Blind Adventurer Wins £2 Million for Fall From Window

A blind athlete and adventurer who fell out of a window during the Henley Regatta, suffering catastrophic spinal injuries, has won the right to £2 million in compensation.

The Commonwealth Games medal winner, who was the first blind man to trek to the South Pole, was staying with a couple in Henley. He was disorientated with sleep when he fell 25 feet out of his bedroom window onto a patio below. He was left permanently paralysed and confined to a wheelchair.

In upholding his claim against the couple, a judge found that his bedroom window had been left open, creating a foreseeable risk of injury. The couple had failed to discharge the duty of care that they owed him as occupiers of the property.

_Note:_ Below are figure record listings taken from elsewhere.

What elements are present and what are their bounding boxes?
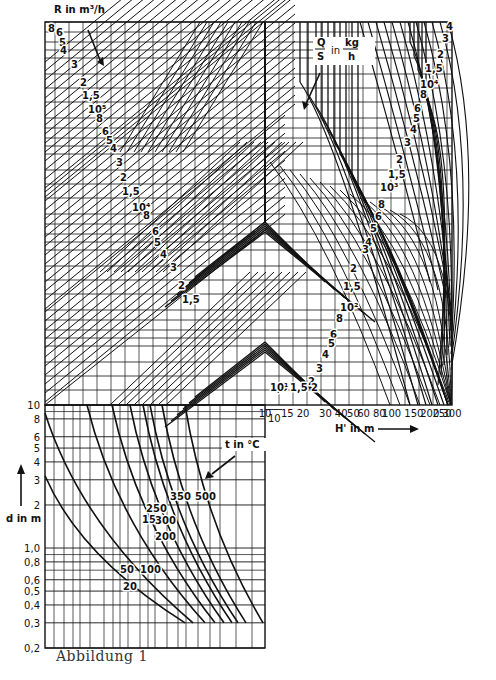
q-curve-label: 2 <box>311 382 318 393</box>
r-curve-label: 1,5 <box>182 294 200 305</box>
x-direction-arrow-icon <box>378 425 419 433</box>
temperature-curve-label: 350 <box>170 491 191 502</box>
q-curve-label: 5 <box>328 338 335 349</box>
r-curve-label: 1,5 <box>122 186 140 197</box>
r-curve-label: 1,5 <box>82 90 100 101</box>
y-tick-label: 0,4 <box>24 600 40 611</box>
q-curve-label: 8 <box>420 89 427 100</box>
r-curve-label: 6 <box>152 226 159 237</box>
y-tick-label: 6 <box>34 432 40 443</box>
x-tick-label: 300 <box>442 408 461 419</box>
x-tick-label: 40 <box>335 408 348 419</box>
y-tick-label: 1,0 <box>24 543 40 554</box>
x-tick-label: 30 <box>319 408 332 419</box>
q-direction-arrow-icon <box>302 73 320 110</box>
q-curve-label: 4 <box>446 21 453 32</box>
q-label-num: Q <box>317 37 326 48</box>
y-tick-label: 0,6 <box>24 575 40 586</box>
y-tick-label: 2 <box>34 500 40 511</box>
nomogram-chart: R in m³/h Q S in kg h H' in m d in m <box>0 0 496 680</box>
r-curve-label: 3 <box>71 59 78 70</box>
r-curve-label: 3 <box>170 262 177 273</box>
legend-title: t in °C <box>225 439 260 450</box>
r-curve-label: 3 <box>116 157 123 168</box>
temperature-curve-label: 250 <box>146 503 167 514</box>
q-curve-label: 3 <box>442 33 449 44</box>
y-tick-label: 4 <box>34 457 40 468</box>
q-curve-label: 4 <box>410 124 417 135</box>
q-curve-label: 8 <box>378 199 385 210</box>
q-curve-label: 5 <box>413 113 420 124</box>
q-curve-label: 1,5 <box>290 382 308 393</box>
y-tick-label: 0,3 <box>24 618 40 629</box>
q-curve-label: 4 <box>322 349 329 360</box>
curve-labels: 8654321,510⁵8654321,510⁴8654321,54321,51… <box>48 21 453 592</box>
q-curve-label: 8 <box>336 313 343 324</box>
r-axis-label: R in m³/h <box>54 4 105 15</box>
r-curve-label: 2 <box>120 172 127 183</box>
temperature-curve-label: 200 <box>155 531 176 542</box>
temperature-curve-label: 300 <box>155 515 176 526</box>
r-curve-label: 8 <box>96 113 103 124</box>
r-curve-label: 5 <box>154 237 161 248</box>
q-curve-label: 10³ <box>380 182 398 193</box>
q-curve-label: 1,5 <box>425 63 443 74</box>
r-curve-label: 8 <box>48 23 55 34</box>
temperature-curve-label: 50 <box>120 564 134 575</box>
y-tick-label: 0,5 <box>24 586 40 597</box>
r-curve-label: 4 <box>60 45 67 56</box>
q-curve-label: 10² <box>340 302 358 313</box>
q-curve-label: 1,5 <box>388 169 406 180</box>
q-curve-label: 10¹ <box>270 382 288 393</box>
y-axis-label: d in m <box>6 513 41 524</box>
q-label-unit-den: h <box>348 51 355 62</box>
q-curve-label: 5 <box>370 223 377 234</box>
y-direction-arrow-icon <box>17 464 25 506</box>
q-curve-label: 2 <box>437 49 444 60</box>
x-axis-label: H' in m <box>335 423 374 434</box>
q-curve-label: 2 <box>396 154 403 165</box>
y-tick-label: 5 <box>34 443 40 454</box>
x-tick-label: 60 <box>357 408 370 419</box>
y-tick-label: 3 <box>34 475 40 486</box>
r-curve-label: 2 <box>178 280 185 291</box>
q-curve-label: 3 <box>362 244 369 255</box>
r-curve-label: 4 <box>160 249 167 260</box>
r-curve-label: 8 <box>143 210 150 221</box>
r-curve-label: 4 <box>110 143 117 154</box>
q-curve-label: 6 <box>375 211 382 222</box>
y-tick-label: 0,2 <box>24 643 40 654</box>
x-tick-label: 100 <box>382 408 401 419</box>
q-curve-label: 1,5 <box>343 281 361 292</box>
y-tick-label: 0,8 <box>24 557 40 568</box>
q-curve-label: 3 <box>404 137 411 148</box>
figure-caption: Abbildung 1 <box>56 648 148 664</box>
q-label-unit-num: kg <box>345 37 359 48</box>
q-curve-label: 3 <box>316 363 323 374</box>
right-tick-label: 10 <box>268 413 281 424</box>
y-tick-label: 8 <box>34 414 40 425</box>
x-tick-label: 20 <box>297 408 310 419</box>
q-label-in: in <box>331 45 340 56</box>
temperature-curve-label: 20 <box>123 581 137 592</box>
temperature-curve-label: 500 <box>195 491 216 502</box>
q-label-den: S <box>317 51 324 62</box>
q-curve-label: 2 <box>350 263 357 274</box>
x-tick-label: 15 <box>281 408 294 419</box>
y-tick-label: 10 <box>27 400 40 411</box>
temperature-curve-label: 100 <box>140 564 161 575</box>
r-curve-label: 2 <box>80 77 87 88</box>
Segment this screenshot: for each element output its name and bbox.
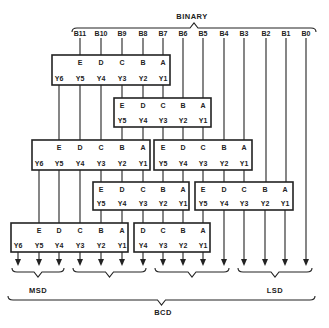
brace [73, 268, 146, 277]
input-pin-a: A [119, 227, 124, 234]
output-pin-y2: Y2 [220, 160, 229, 167]
input-pin-d: D [77, 144, 82, 151]
module-m1: EDCBAY6Y5Y4Y3Y2Y1 [52, 55, 170, 85]
input-label-b6: B6 [179, 30, 188, 37]
output-pin-y1: Y1 [240, 160, 249, 167]
output-pin-y4: Y4 [97, 75, 106, 82]
output-pin-y4: Y4 [139, 242, 148, 249]
brace [238, 268, 312, 277]
input-pin-b: B [119, 144, 124, 151]
input-pin-c: C [119, 59, 124, 66]
input-pin-d: D [119, 186, 124, 193]
input-pin-e: E [201, 186, 206, 193]
msd-label: MSD [29, 286, 47, 295]
arrow-head-icon [160, 259, 166, 266]
lsd-label: LSD [267, 286, 284, 295]
output-pin-y2: Y2 [179, 242, 188, 249]
binary-to-bcd-diagram: EDCBAY6Y5Y4Y3Y2Y1EDCBAY5Y4Y3Y2Y1EDCBAY6Y… [0, 0, 329, 328]
input-label-b3: B3 [240, 30, 249, 37]
input-pin-d: D [98, 59, 103, 66]
output-pin-y3: Y3 [159, 117, 168, 124]
output-pin-y1: Y1 [199, 242, 208, 249]
arrow-head-icon [282, 259, 288, 266]
output-pin-y2: Y2 [97, 242, 106, 249]
input-pin-e: E [99, 186, 104, 193]
input-pin-a: A [160, 59, 165, 66]
input-pin-a: A [282, 186, 287, 193]
arrow-head-icon [15, 259, 21, 266]
input-pin-d: D [140, 227, 145, 234]
output-pin-y6: Y6 [14, 242, 23, 249]
output-pin-y4: Y4 [76, 160, 85, 167]
module-m5: EDCBAY5Y4Y3Y2Y1 [93, 182, 189, 210]
output-pin-y1: Y1 [159, 75, 168, 82]
input-pin-b: B [262, 186, 267, 193]
input-label-b1: B1 [282, 30, 291, 37]
output-pin-y5: Y5 [55, 160, 64, 167]
output-pin-y5: Y5 [35, 242, 44, 249]
module-box [32, 140, 150, 170]
binary-label: BINARY [176, 12, 207, 21]
input-pin-c: C [160, 227, 165, 234]
input-pin-a: A [180, 186, 185, 193]
input-label-b9: B9 [118, 30, 127, 37]
input-pin-a: A [200, 227, 205, 234]
input-label-b2: B2 [262, 30, 271, 37]
output-pin-y5: Y5 [118, 117, 127, 124]
output-pin-y5: Y5 [159, 160, 168, 167]
arrow-head-icon [140, 259, 146, 266]
input-pin-d: D [180, 144, 185, 151]
output-pin-y2: Y2 [261, 200, 270, 207]
input-pin-e: E [57, 144, 62, 151]
output-pin-y3: Y3 [240, 200, 249, 207]
input-label-b0: B0 [302, 30, 311, 37]
input-label-b5: B5 [199, 30, 208, 37]
input-pin-a: A [241, 144, 246, 151]
output-pin-y2: Y2 [159, 200, 168, 207]
input-pin-c: C [98, 144, 103, 151]
input-pin-c: C [241, 186, 246, 193]
input-pin-e: E [37, 227, 42, 234]
input-label-b7: B7 [159, 30, 168, 37]
input-pin-b: B [98, 227, 103, 234]
module-box [11, 223, 128, 252]
input-pin-e: E [161, 144, 166, 151]
arrow-head-icon [221, 259, 227, 266]
output-pin-y5: Y5 [76, 75, 85, 82]
brace [72, 23, 316, 32]
binary-inputs: B11B10B9B8B7B6B5B4B3B2B1B0 [74, 30, 311, 37]
output-pin-y3: Y3 [159, 242, 168, 249]
input-pin-d: D [140, 102, 145, 109]
output-pin-y2: Y2 [118, 160, 127, 167]
output-pin-y3: Y3 [139, 200, 148, 207]
input-label-b4: B4 [220, 30, 229, 37]
arrow-head-icon [262, 259, 268, 266]
converter-modules: EDCBAY6Y5Y4Y3Y2Y1EDCBAY5Y4Y3Y2Y1EDCBAY6Y… [11, 55, 293, 252]
module-m8: DCBAY4Y3Y2Y1 [134, 223, 210, 252]
arrow-head-icon [303, 259, 309, 266]
arrow-head-icon [77, 259, 83, 266]
input-pin-e: E [120, 102, 125, 109]
output-pin-y3: Y3 [97, 160, 106, 167]
input-pin-c: C [200, 144, 205, 151]
output-arrows [15, 259, 309, 266]
input-pin-c: C [77, 227, 82, 234]
input-label-b10: B10 [95, 30, 108, 37]
output-pin-y1: Y1 [139, 160, 148, 167]
brace [12, 268, 64, 277]
module-m2: EDCBAY5Y4Y3Y2Y1 [114, 98, 211, 127]
bcd-label: BCD [154, 308, 172, 317]
brace [155, 268, 229, 277]
input-pin-a: A [200, 102, 205, 109]
output-pin-y2: Y2 [139, 75, 148, 82]
module-m7: EDCBAY6Y5Y4Y3Y2Y1 [11, 223, 128, 252]
input-pin-d: D [221, 186, 226, 193]
input-pin-e: E [78, 59, 83, 66]
input-pin-b: B [180, 102, 185, 109]
input-pin-c: C [140, 186, 145, 193]
input-pin-b: B [180, 227, 185, 234]
arrow-head-icon [180, 259, 186, 266]
output-pin-y4: Y4 [179, 160, 188, 167]
output-pin-y3: Y3 [76, 242, 85, 249]
arrow-head-icon [36, 259, 42, 266]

In challenging that decision before the Court of Appeal, the couple's lawyers argued that the man was a resourceful individual who had stayed in the same room before. The couple were ordinary domestic occupiers and would not have realised that an open window on a warm day would cause a particular danger to anyone.

In refusing permission to appeal, however, the Court noted that assessment of the witnesses was essentially a role for the trial judge. His ruling that the accident was foreseeable was open to him on the evidence. The victim had limited his claim against the couple, who were close friends of his, to the £2 million maximum limit of their household insurance policy.